Tim Williamson, customer director at TUI UK and Ireland, asks: How does Aviva use its customer-journey mapping tool – developed for the healthcare insurance business – to plan and execute communications?

AM: Every day, we are using that tool more and more to look at the best moments in any kind of interaction – not just in our communications. The interesting thing

from my point of view is taking those learnings and trying to expedite that work across the world.

David Radford, group marketing director at LV=, asks: With the benefit of hindsight, what would you do differently with the rebrand of Norwich Union to Aviva?

AM:  I don’t wish this to sound complacent, but there aren’t too many things we would do differently. Actually, there was a second phase of advertising that, if I’m honest, I’m not sure we needed. Hindsight is a wonderful thing but I think we probably could have done it without that. I think we could have concertinaed the ‘what it meant for customers’ [part of the campaign]. Not because the message wasn’t important but I think we could have done less of it.
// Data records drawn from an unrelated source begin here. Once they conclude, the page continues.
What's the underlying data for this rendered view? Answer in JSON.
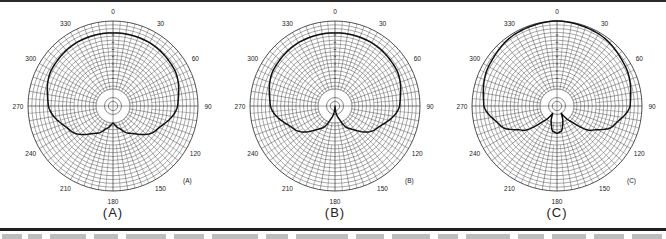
{
  "chart_data": [
    {
      "type": "polar",
      "panel": "A",
      "title": "(A)",
      "corner_label": "(A)",
      "angle_ticks": [
        "0",
        "30",
        "60",
        "90",
        "120",
        "150",
        "180",
        "210",
        "240",
        "270",
        "300",
        "330"
      ],
      "angle_grid_step_deg": 10,
      "radial_scale": "dB (logarithmic rings, labels illegible)",
      "pattern_description": "wide subcardioid, shallow rear dip",
      "pattern_radius_fraction": {
        "angles_deg": [
          0,
          30,
          60,
          90,
          120,
          150,
          165,
          180
        ],
        "r": [
          0.86,
          0.86,
          0.84,
          0.76,
          0.58,
          0.37,
          0.27,
          0.2
        ]
      }
    },
    {
      "type": "polar",
      "panel": "B",
      "title": "(B)",
      "corner_label": "(B)",
      "angle_ticks": [
        "0",
        "30",
        "60",
        "90",
        "120",
        "150",
        "180",
        "210",
        "240",
        "270",
        "300",
        "330"
      ],
      "angle_grid_step_deg": 10,
      "radial_scale": "dB (logarithmic rings, labels illegible)",
      "pattern_description": "cardioid with rear null at 180",
      "pattern_radius_fraction": {
        "angles_deg": [
          0,
          30,
          60,
          90,
          120,
          150,
          165,
          180
        ],
        "r": [
          0.86,
          0.86,
          0.84,
          0.76,
          0.55,
          0.3,
          0.14,
          0.0
        ]
      }
    },
    {
      "type": "polar",
      "panel": "C",
      "title": "(C)",
      "corner_label": "(C)",
      "angle_ticks": [
        "0",
        "30",
        "60",
        "90",
        "120",
        "150",
        "180",
        "210",
        "240",
        "270",
        "300",
        "330"
      ],
      "angle_grid_step_deg": 10,
      "radial_scale": "dB (logarithmic rings, labels illegible)",
      "pattern_description": "supercardioid with nulls near 150/210 and small rear lobe",
      "pattern_radius_fraction": {
        "angles_deg": [
          0,
          30,
          60,
          90,
          110,
          125,
          140,
          150,
          160,
          170,
          180
        ],
        "r": [
          1.0,
          0.98,
          0.93,
          0.86,
          0.7,
          0.5,
          0.22,
          0.1,
          0.2,
          0.3,
          0.32
        ]
      }
    }
  ],
  "panels": [
    {
      "label": "(A)",
      "corner": "(A)",
      "cx": 113,
      "cy": 106
    },
    {
      "label": "(B)",
      "corner": "(B)",
      "cx": 335,
      "cy": 106
    },
    {
      "label": "(C)",
      "corner": "(C)",
      "cx": 557,
      "cy": 106
    }
  ],
  "outer_radius_px": 85,
  "colors": {
    "grid": "#3a3a3a",
    "pattern": "#111111",
    "text": "#222222",
    "rule": "#1e1e1e"
  }
}
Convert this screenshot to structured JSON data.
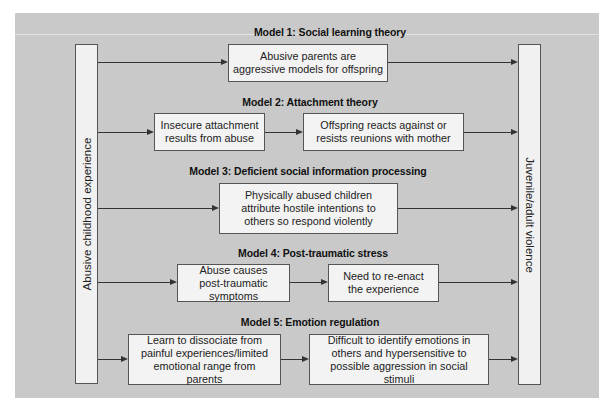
{
  "diagram": {
    "source_label": "Abusive childhood experience",
    "target_label": "Juvenile/adult violence",
    "models": [
      {
        "title": "Model 1: Social learning theory",
        "steps": [
          "Abusive parents are aggressive models for offspring"
        ]
      },
      {
        "title": "Model 2: Attachment theory",
        "steps": [
          "Insecure attachment results from abuse",
          "Offspring reacts against or resists reunions with mother"
        ]
      },
      {
        "title": "Model 3: Deficient social information processing",
        "steps": [
          "Physically abused children attribute hostile intentions to others so respond violently"
        ]
      },
      {
        "title": "Model 4: Post-traumatic stress",
        "steps": [
          "Abuse causes post-traumatic symptoms",
          "Need to re-enact the experience"
        ]
      },
      {
        "title": "Model 5: Emotion regulation",
        "steps": [
          "Learn to dissociate from painful experiences/limited emotional range from parents",
          "Difficult to identify emotions in others and hypersensitive to possible aggression in social stimuli"
        ]
      }
    ]
  },
  "colors": {
    "panel_background": "#c9c9c9",
    "box_fill": "#f3f3f3",
    "border": "#555555",
    "arrow": "#333333"
  }
}
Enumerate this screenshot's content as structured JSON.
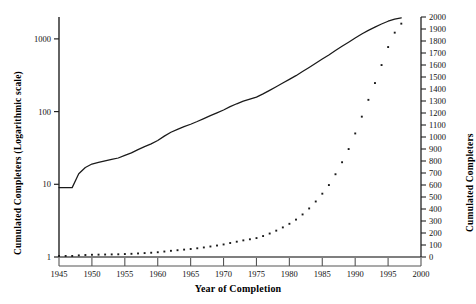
{
  "chart_data": {
    "type": "line",
    "title": "",
    "xlabel": "Year of Completion",
    "ylabel_left": "Cumulated Completers (Logarithmic scale)",
    "ylabel_right": "Cumulated Completers",
    "xlim": [
      1945,
      2000
    ],
    "xticks": [
      1945,
      1950,
      1955,
      1960,
      1965,
      1970,
      1975,
      1980,
      1985,
      1990,
      1995,
      2000
    ],
    "xticklabels": [
      "1945",
      "1950",
      "1955",
      "1960",
      "1965",
      "1970",
      "1975",
      "1980",
      "1985",
      "1990",
      "1995",
      "2000"
    ],
    "left_axis": {
      "scale": "log",
      "ylim": [
        1,
        2000
      ],
      "yticks": [
        1,
        10,
        100,
        1000
      ],
      "yticklabels": [
        "1",
        "10",
        "100",
        "1000"
      ]
    },
    "right_axis": {
      "scale": "linear",
      "ylim": [
        0,
        2000
      ],
      "yticks": [
        0,
        100,
        200,
        300,
        400,
        500,
        600,
        700,
        800,
        900,
        1000,
        1100,
        1200,
        1300,
        1400,
        1500,
        1600,
        1700,
        1800,
        1900,
        2000
      ],
      "yticklabels": [
        "0",
        "100",
        "200",
        "300",
        "400",
        "500",
        "600",
        "700",
        "800",
        "900",
        "1000",
        "1100",
        "1200",
        "1300",
        "1400",
        "1500",
        "1600",
        "1700",
        "1800",
        "1900",
        "2000"
      ]
    },
    "grid": false,
    "legend": null,
    "series": [
      {
        "name": "Cumulated Completers (log scale, solid line)",
        "style": "line",
        "axis": "left",
        "color": "#1a1a1a",
        "x": [
          1945,
          1946,
          1947,
          1948,
          1949,
          1950,
          1951,
          1952,
          1953,
          1954,
          1955,
          1956,
          1957,
          1958,
          1959,
          1960,
          1961,
          1962,
          1963,
          1964,
          1965,
          1966,
          1967,
          1968,
          1969,
          1970,
          1971,
          1972,
          1973,
          1974,
          1975,
          1976,
          1977,
          1978,
          1979,
          1980,
          1981,
          1982,
          1983,
          1984,
          1985,
          1986,
          1987,
          1988,
          1989,
          1990,
          1991,
          1992,
          1993,
          1994,
          1995,
          1996,
          1997
        ],
        "values": [
          9,
          9,
          9,
          14,
          17,
          19,
          20,
          21,
          22,
          23,
          25,
          27,
          30,
          33,
          36,
          40,
          46,
          52,
          57,
          62,
          67,
          73,
          80,
          88,
          96,
          105,
          117,
          128,
          139,
          148,
          158,
          175,
          196,
          220,
          247,
          277,
          312,
          355,
          405,
          463,
          528,
          600,
          690,
          790,
          900,
          1030,
          1170,
          1310,
          1450,
          1600,
          1750,
          1870,
          1945
        ]
      },
      {
        "name": "Cumulated Completers (linear scale, dotted)",
        "style": "dots",
        "axis": "right",
        "color": "#1a1a1a",
        "x": [
          1945,
          1946,
          1947,
          1948,
          1949,
          1950,
          1951,
          1952,
          1953,
          1954,
          1955,
          1956,
          1957,
          1958,
          1959,
          1960,
          1961,
          1962,
          1963,
          1964,
          1965,
          1966,
          1967,
          1968,
          1969,
          1970,
          1971,
          1972,
          1973,
          1974,
          1975,
          1976,
          1977,
          1978,
          1979,
          1980,
          1981,
          1982,
          1983,
          1984,
          1985,
          1986,
          1987,
          1988,
          1989,
          1990,
          1991,
          1992,
          1993,
          1994,
          1995,
          1996,
          1997
        ],
        "values": [
          9,
          9,
          9,
          14,
          17,
          19,
          20,
          21,
          22,
          23,
          25,
          27,
          30,
          33,
          36,
          40,
          46,
          52,
          57,
          62,
          67,
          73,
          80,
          88,
          96,
          105,
          117,
          128,
          139,
          148,
          158,
          175,
          196,
          220,
          247,
          277,
          312,
          355,
          405,
          463,
          528,
          600,
          690,
          790,
          900,
          1030,
          1170,
          1310,
          1450,
          1600,
          1750,
          1870,
          1945
        ]
      }
    ]
  }
}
Simon Carter, marketing director at Fujitsu, asks: Do you believe the insurance industry has given away a level of control to aggregator or price comparison websites?

AM: I think I would say: we are where we are. Strong brands will help people understand that when you have to make a claim, you are looked after well. Ultimately, that should win the day. Aviva general insurance is not on the aggregator sites yet but our general insurance business is the smaller part; the life and pensions business is the largest in Europe.

Amanda Mackenzie CV

1986-1998 Graduate trainee at WCRS and then group account director at DMB&B working on Mars confectionery.

1998-2001 Marketing director, Air Miles.

2001-2004 Group marketing director, BT. Oversaw broadband launch.

2004-2005 European vice-president of marketing, Hewlett-Packard (a short stint due to amount of travel required).

2005-2008 Commercial and marketing director, British Gas. Included communication of 22% price rise.

March 2008 Chief marketing officer, Aviva. Oversaw rebrand of Norwich Union to Aviva.

My last 24 hours

Apart from arriving home in a jetlagged state, I was doing a lot of preparation for our AGM. I met with our chairman [Lord Sharman of Redlynch] to go through the agenda and do a bit of media rehearsing.

I also appeared at the Marketing Society’s marketing leaders’ course, where I did an hour and a half talking about leading great brands. Since I was so jetlagged, I said: “You are going to get the presentation you deserve, so the better the questions, the better the presentation.” Thankfully, they asked lots of questions.

With that and the AGM, just getting to the end of the week felt good enough for me.